Around £127bn has been transferred out of UK funded occupational pension schemes since 2015, with £36.9bn-worth of transfers out in 2017 alone, according to figures from the Office for National Statistics (ONS).
The government body’s Financial Survey of Pension Schemes found that transfers in to occupational schemes bounced back the following year, rising from £2.2bn in 2017 to £9.6bn in 2018, driven by a sharp rise on transfers into defined contribution (DC) schemes, which made up £3.8bn, or 40 per cent, of the total amount.
In 2019, transfers into DC schemes had climbed to £5.1bn, or 57 per cent of the total, leaving ONS to state that the increase in transfers may be associated with “the expansion of multi-employer master trusts in response to the auto-enrolment programme”.
Membership of DC occupational pension schemes stood at 22.4 million at the end of 2019, compared with 18.3 million for funded defined benefit and hybrid (DBH) pension schemes.
Canada Life technical director, Andrew Tully, said the number of people who had transferred out of UK occupational schemes since 2015 “may sound staggering” but added that it “only represents a tiny fraction of the assets currently being held within pension schemes, so we can assume that most people appear to be staying put”.
He noted that “the majority of savers will be better off by staying in their DB scheme” but also conceded that “some individuals may stand to benefit from a transfer if they are in ill health or have expensive debt”.
In the final quarter of 2019, almost £10bn was transferred out of defined benefit (DB) pensions, up from just over £5bn in the previous quarter.
AJ Bell senior analyst, Tom Selby, said: “The scale of individual DB transfer activity in recent years has been staggering, driven by a perfect storm of persistently low gilt yields, the greater flexibility in defined contribution schemes created by the 2015 pension freedoms and uncertainty about the future of many companies sponsoring such schemes.
“This uncertainty has only been added to in recent months as Covid-19 has forced large swathes of the UK economy into stasis. As gilt yields have been driven ever lower, liabilities and deficits have surged, with the latest Pension Protection Fund figures showing aggregate deficits had reached £176bn at the end of April.”
Membership of DC schemes rose by 3.4 per cent in the three-month period ended 31 December 2019, faster than the growth rate of DB and DBH schemes, with ONS attributing their popularity to automatic enrolment.
Aegon head of pensions, Kate Smith, said: “Although the figures show an encouraging picture of workplace pension saving, future figures are likely to look very different as the financial and economic impacts of the coronavirus crisis take hold.
“Some employers with generous contributions are already looking to cut back to auto-enrolment minimum rates, either temporarily or permanently, and we may see more of this as the economic crisis begins to deepen. We could also see an increase in employees opting out of schemes to ease financial struggles, while others will lose their jobs and, with it, access to a workplace pension.”
Contributions to DC schemes have risen sharply since the introduction of automatic enrolment in 2015, with employer contributions climbing from £3.554bn in 2015 to £14.061bn in 2019.
In the same period, employee contributions jumped from £0.737bn to £6.253bn amid an increase in active membership of workplace pension schemes.
This resulted in employee contributions into DC schemes making up the lion’s share of total employee contributions in the fourth quarter of 2019, with £1.766bn going to DC schemes, while £0.684bn and £0.299bn went into public and private sector DBH schemes respectively.
Conversely, more than 70 per cent of employers' contributions in the fourth quarter of 2019 were into DBH schemes, with £9.240bn paid into DBH schemes and £3.670bn paid into DC schemes.
ONS stated that this was because of “the relatively old ‘age profile’ of the schemes” and also because of the “requirement for sponsors to make deficit reduction contributions (DRCs) to address deficits built up over the lifetime of the schemes”.
Over 60 per cent of private sector DBH employers’ contributions in quarter 4 2019 were shown to be DRCs.
At the end of 2019, nearly 70 per cent of direct investments of private sector employee schemes were in long-term debt securities, of which three-quarters was in UK gilts, while 60 per cent of direct investments of public sector employee schemes were in equities and unquoted private equity and alternatives.
Selby stated that this highlighted "the challenge many companies with yawning pension black holes faced" even before they entered the coronavirus crisis.
He added: "While the regulator has taken a pragmatic approach in relation to paying off deficits at a time when many companies are struggling to keep the lights on, the reality remains that, at some point, the pensions piper will need to be paid."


- Exercise aim
Retype the records below exactly as they stand, omitting the pictures.

(Records from a data collection)
************
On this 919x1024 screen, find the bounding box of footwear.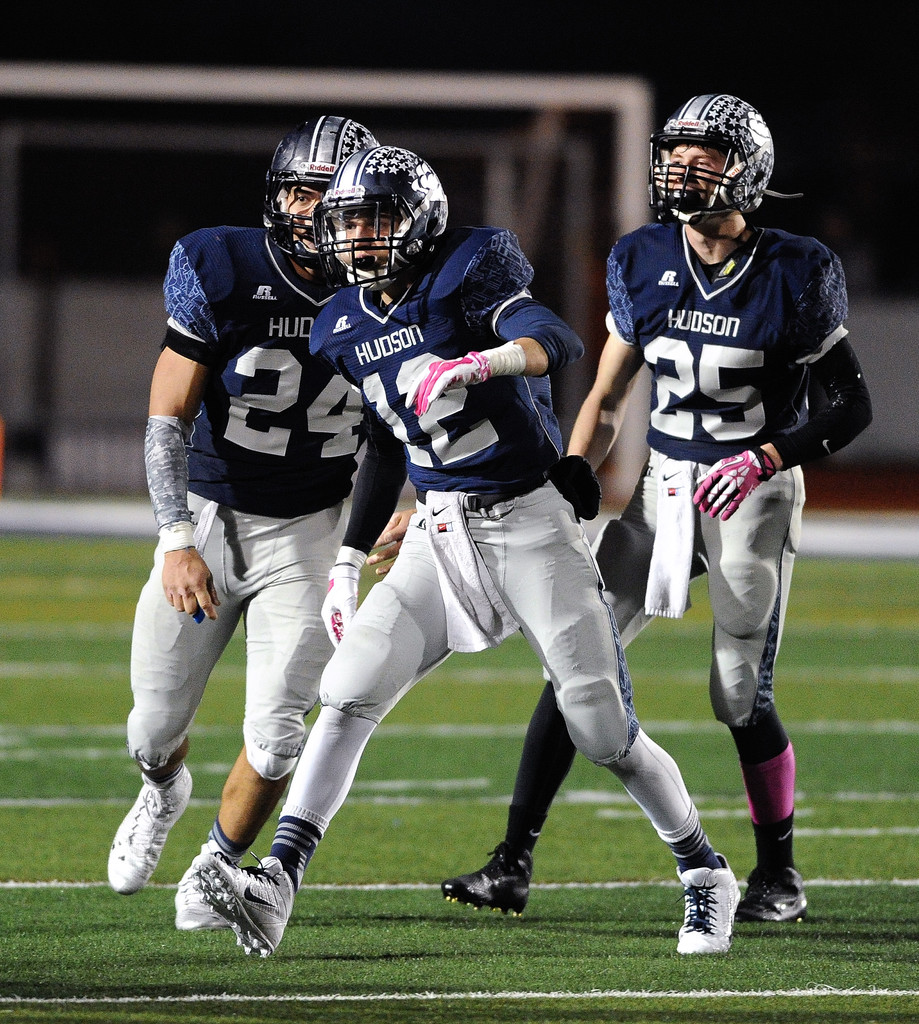
Bounding box: 171, 841, 230, 930.
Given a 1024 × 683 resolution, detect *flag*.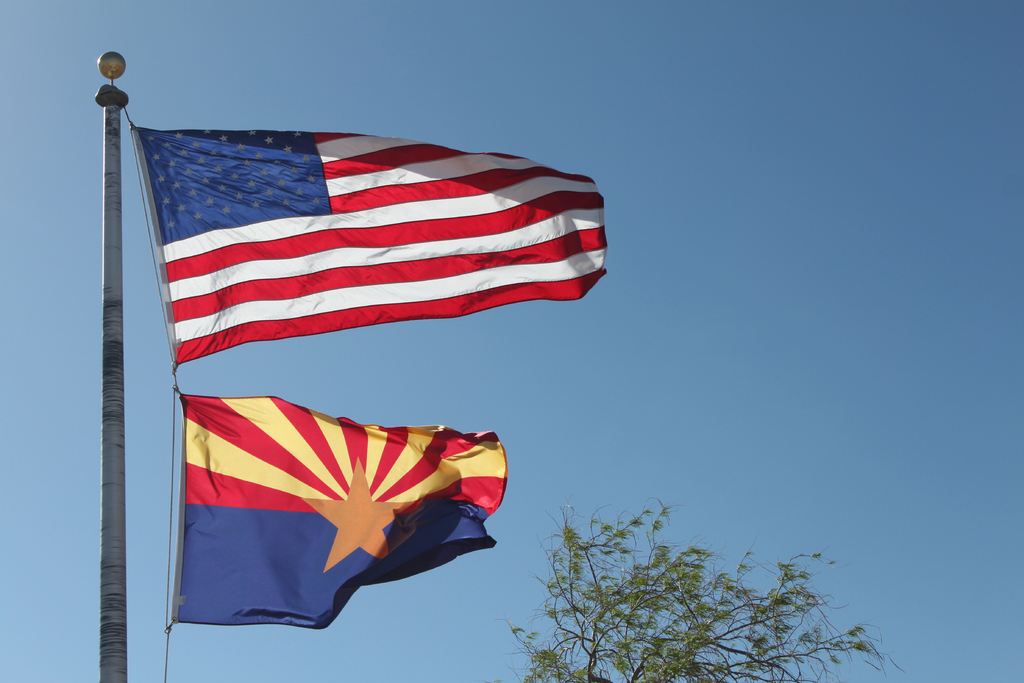
{"x1": 127, "y1": 125, "x2": 608, "y2": 375}.
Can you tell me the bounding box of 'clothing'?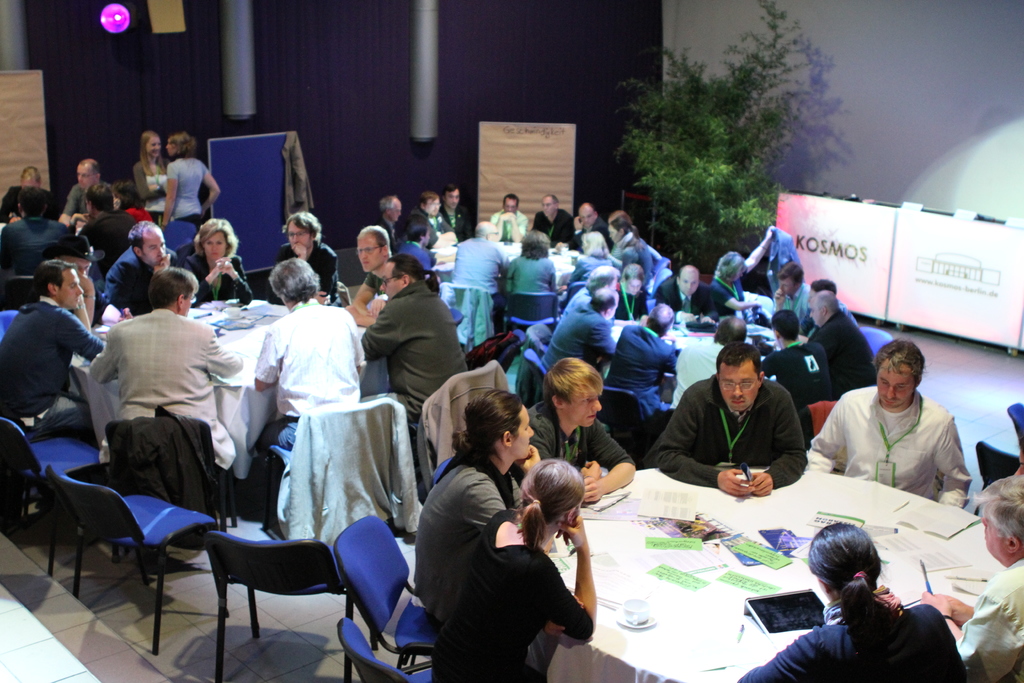
(left=133, top=159, right=166, bottom=226).
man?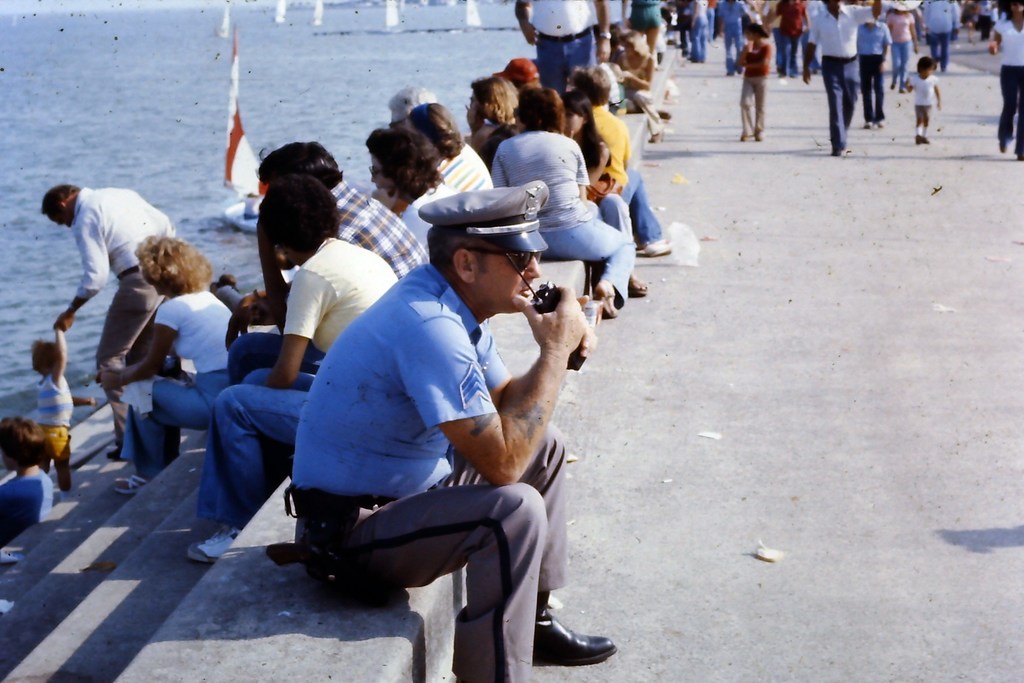
bbox(513, 0, 614, 99)
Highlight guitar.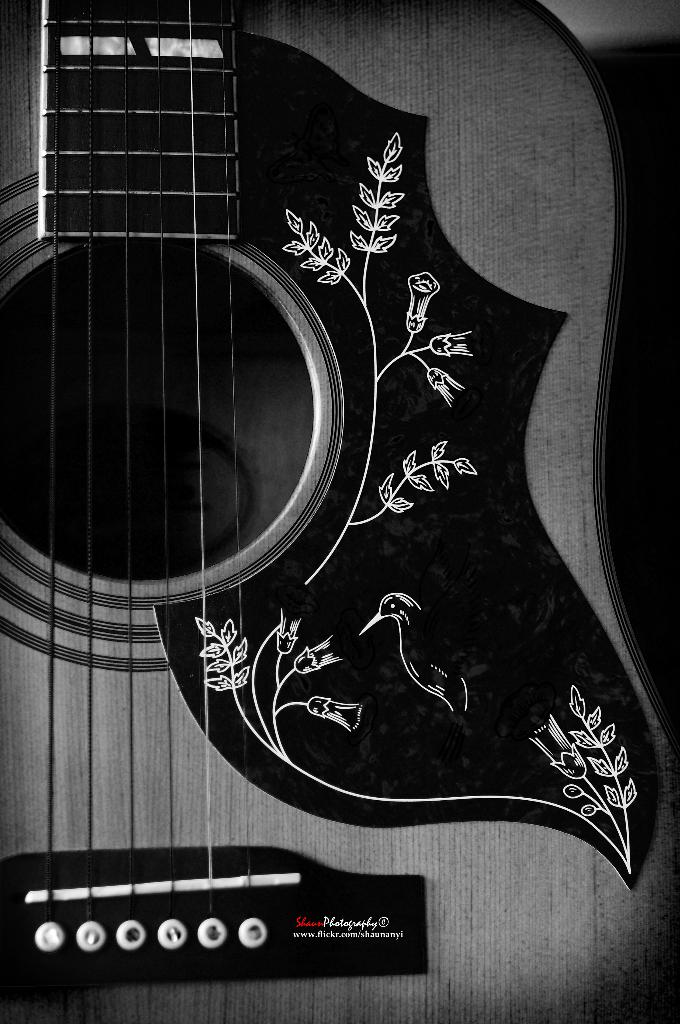
Highlighted region: <region>0, 0, 679, 1023</region>.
************
- Response
On this 919x1024 screen, find the bounding box of footwear.
Bounding box: 171, 841, 230, 930.
Given a 1024 × 683 resolution, detect *flag*.
{"x1": 127, "y1": 125, "x2": 608, "y2": 375}.
Can you tell me the bounding box of 'clothing'?
(left=133, top=159, right=166, bottom=226).
man?
bbox(513, 0, 614, 99)
Highlight guitar.
Highlighted region: <region>0, 0, 679, 1023</region>.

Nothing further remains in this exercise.